Imagine witnessing your life being sung to you, and in the song are your greatest moments in life along with your very worst. Odysseus is in disguise, so it's like he is dead in a way, perhaps leading him to cry over his mortality. This theory could support the emphasis of Achilles on the burial rites and games for Patroklos, where he symbolically held his own funeral. It could also be argued that Odysseus cried because he escaped death once again and may still see his home. .
"One is no longer at home anywhere, so in the end one longs to be back where one can somehow be at home because it is the only place where one would wish to be at home: and that is the world of Greece." Friedrich Nietzsche, The Birth of Tragedy (tr. Silk and Stern 1981:4).
Indeed, to go home is Odysseus" destiny, to reunite with his son and his wife, Penelope, who is highest on his ascending scale of philos. As evidence to this claim, we bring in a verse by Sappho: Sappho 16 stanza 1.
Some say an army of horsemen.
some of footsoldiers, some of ships,.
is the fairest thing on earth,.
but I say it is what one loves.
What Achilles loved most was his pride, then Patroklos, and once this love was robbed from him, he was able to feel pain so intense it began his re-humanization process. What Odysseus loves most is his family, which he has been taken away from involuntarily to fight in a war that has caused so much pain. "Odysseus pretends to be insane because he does not want to go to the war. But they find him out; on advice of Palamedes, they kidnap his son Telemakhos as a threat, thus forcing him to go." (30-33 Proclus" Summary of the Cypria). .
While these are valued standpoints, I contend Homer is rather trying to allow us, the audience, to come closer into the minds of the heroes by showing you how they would react to the retelling of their ordeals. This method of poetry is much more forceful in emphasizing the tragic aspects of war.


PROBLEM DESCRIPTION —
Could you print exactly the lines from the one that contains "Find the location" to the end of the data, both ends included, and nothing else? Skip the pictures.

RECORDS SHOWN —
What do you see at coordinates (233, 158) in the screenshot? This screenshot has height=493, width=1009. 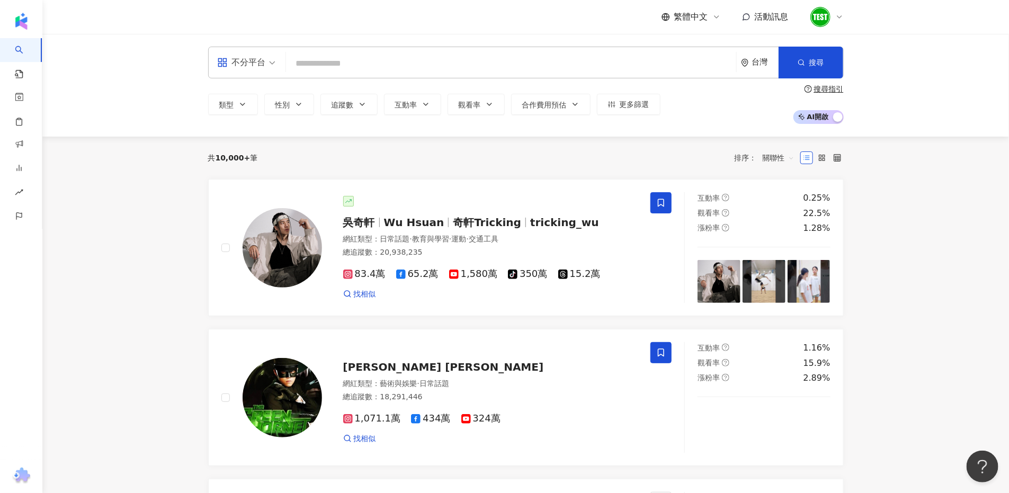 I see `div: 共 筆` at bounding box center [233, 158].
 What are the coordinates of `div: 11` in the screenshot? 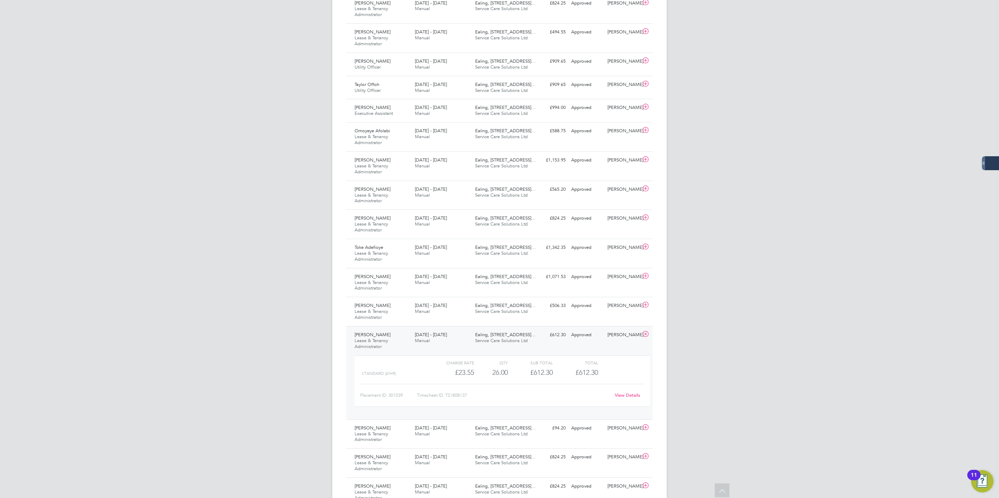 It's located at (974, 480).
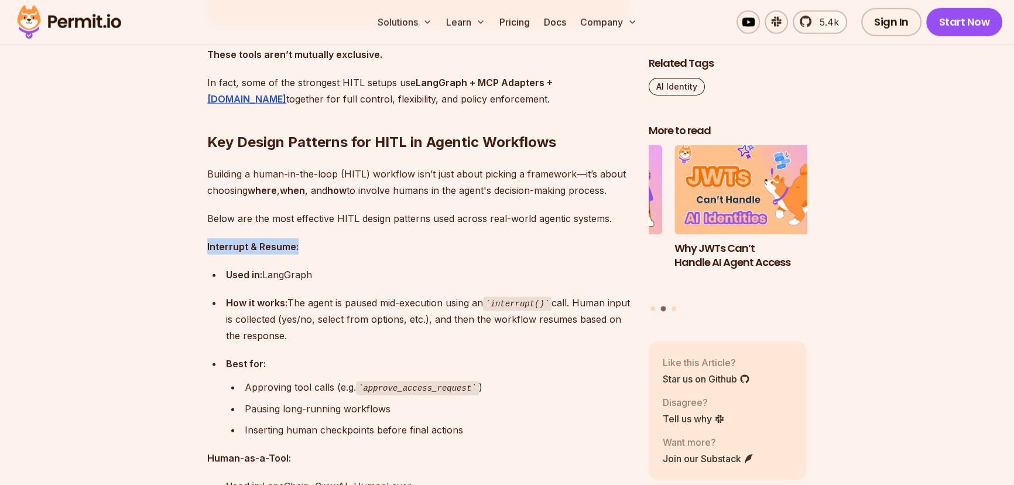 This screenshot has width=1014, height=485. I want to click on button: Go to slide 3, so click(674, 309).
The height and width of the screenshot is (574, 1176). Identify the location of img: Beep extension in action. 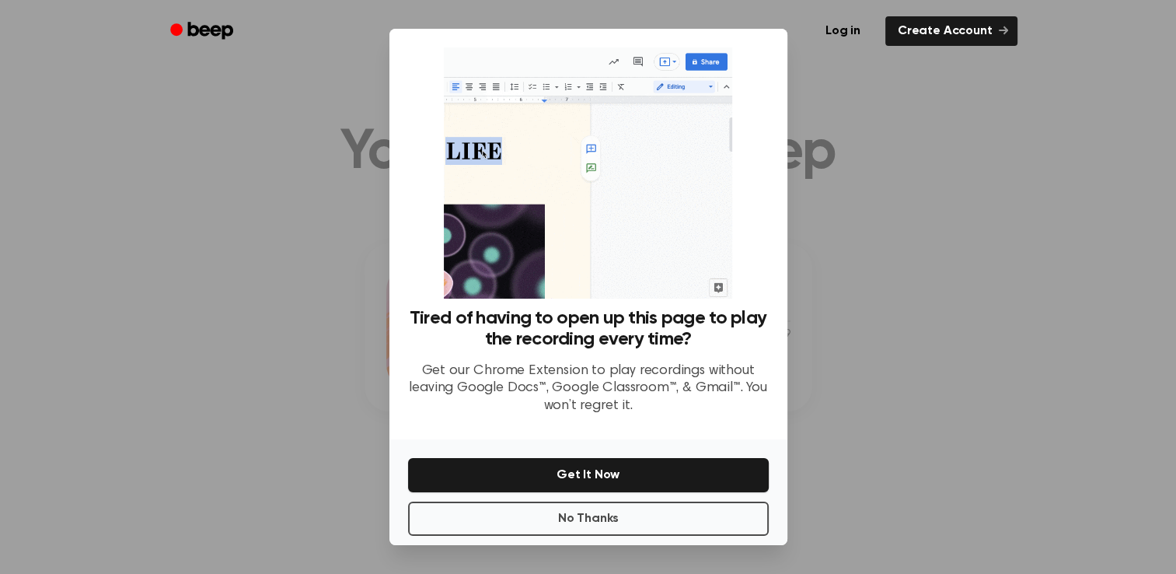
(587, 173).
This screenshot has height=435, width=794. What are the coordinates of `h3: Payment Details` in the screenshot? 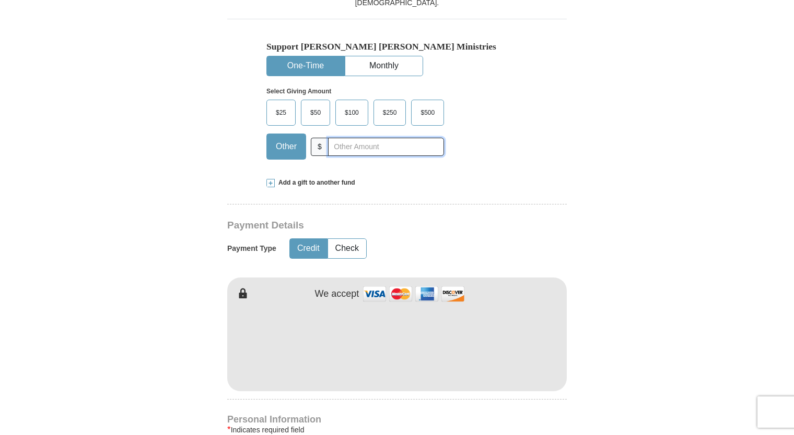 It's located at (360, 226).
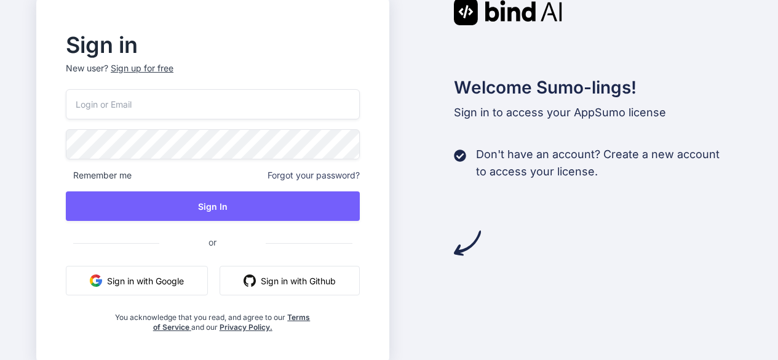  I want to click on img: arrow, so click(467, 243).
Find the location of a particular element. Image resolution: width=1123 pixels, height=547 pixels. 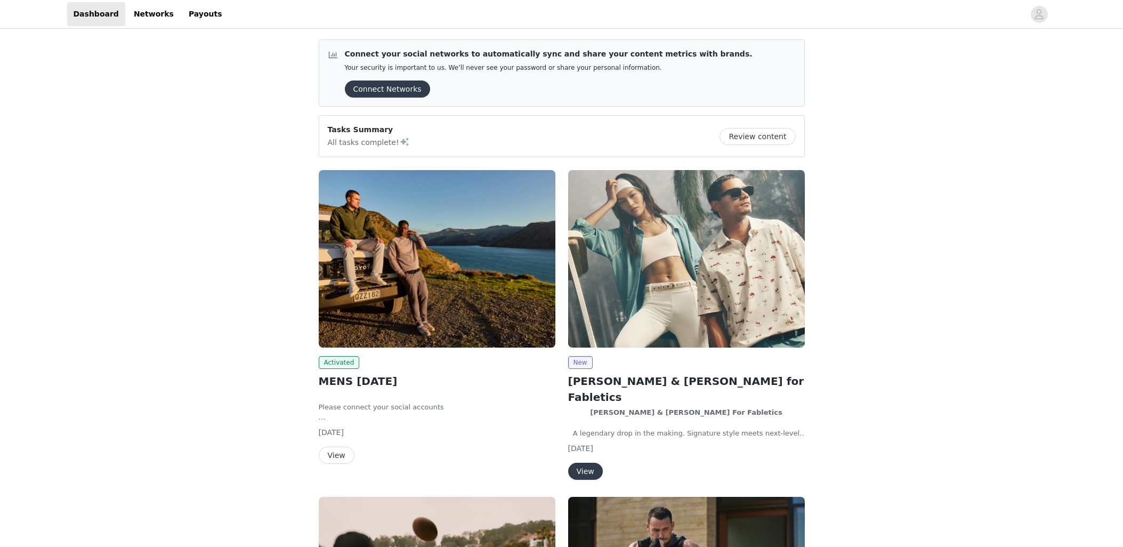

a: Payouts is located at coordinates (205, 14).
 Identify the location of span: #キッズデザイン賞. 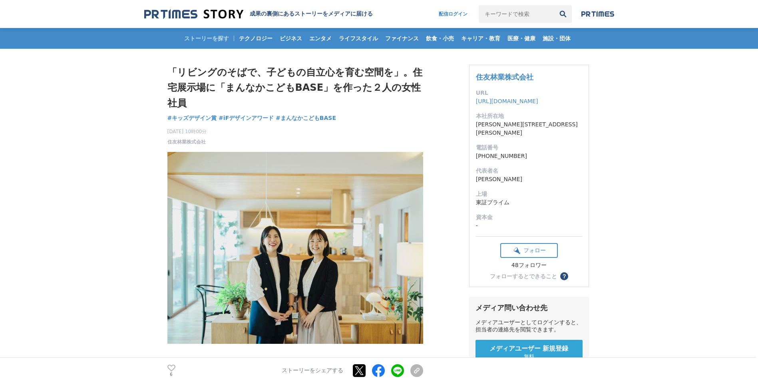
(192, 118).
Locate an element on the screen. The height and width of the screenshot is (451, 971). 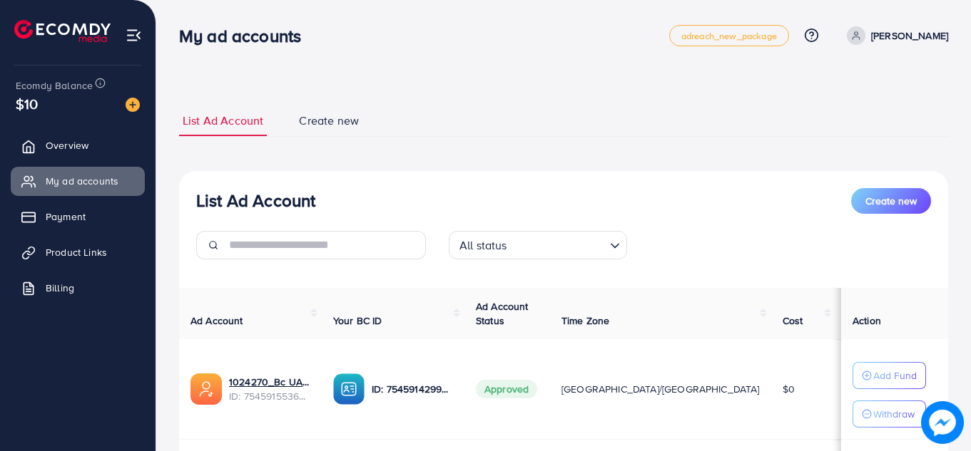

WRITTEN REPLY —
Find the location of a particular element. Image resolution: width=1123 pixels, height=547 pixels. 

a: Payouts is located at coordinates (205, 14).
 Identify the location of span: #キッズデザイン賞. 
(192, 118).
Locate an element on the screen. The height and width of the screenshot is (451, 971). 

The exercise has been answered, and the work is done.